Background
Keep was born, 20 April 1781, in Longmeadow, then a precinct of Springfield, Massachusetts Of a family of nine children he was the seventh.
Keep was born, 20 April 1781, in Longmeadow, then a precinct of Springfield, Massachusetts Of a family of nine children he was the seventh.
They both attended the 1840 anti-slavery convention in London. He graduated from Yale College in 1802. Foreign a year after he was graduated he taught a school in Bethlehem, Connecticut, reading theology at the same time with the pastor, Review
Doctor Azel Backus.
Keep and William Dawes toured England in 1839 and 1840 gathering funds for in Ohio. He continued his theological course for another year with Asahel Hooker, of Goshen, Connecticut, and was licensed by Litchfield North Association, 11 June 1805. Here he remained for 16 years.
In 1833 he resigned in consequence of disaffection caused by his sympathy with the "new measures" of revivalists.
This article incorporates public domain material from the Yale Obituary Record. In 1834, Keep was elected a Trustee of Keep was renowned for championing the values that eventually became renowned foreign
He championed rights for women, black students and missionary zeal. Keep was the person who casting the deciding vote in 1835 that allowed black students to enter in Ohio.
Keep and William Dawes both undertook a fund raising mission in England in 1839 and 1840 to raise funds from sympathetic abolitionists. was one of the few multi-racial and co-educational colleges in America at that time.
The appeal was carefully written and supported by leading American abolitionist like William Lloyd Garrison, Henry Grew, Henry Brewster Stanton and Wendell Phillips. Both Keep and Dawes are credited with helping to start the collection of African Americana at which inspired other writers. Keep appears in the large painting by Benjamin Robert Haydon which is on permanent display at London"s National portrait gallery although he is obscured by other convention attendees.

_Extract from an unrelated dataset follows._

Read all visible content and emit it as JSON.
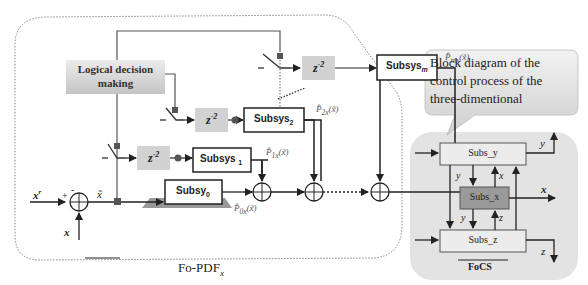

The people that Keep corresponded with, John Scoble, Joseph Sturge and George Thompson, and who welcomed them in London are clearly in the picture.
When Keep returned to Oberlin they had raised $30,000. Keep became the "father" to the girls at the college who lived at his house.
Keep died in 1870 and in 1889 the house was bought to the college. His house was used as a dormitory for female "indigent" students until it was rebuilt in 1912.
The rebuilding was funded by Keep"s granddaughter who commissioned Normand Patton to design Keep Cottage to sleep 80 women with room for 110 to dine.
In 1966 the rules were changed to allow co-educational dormitories.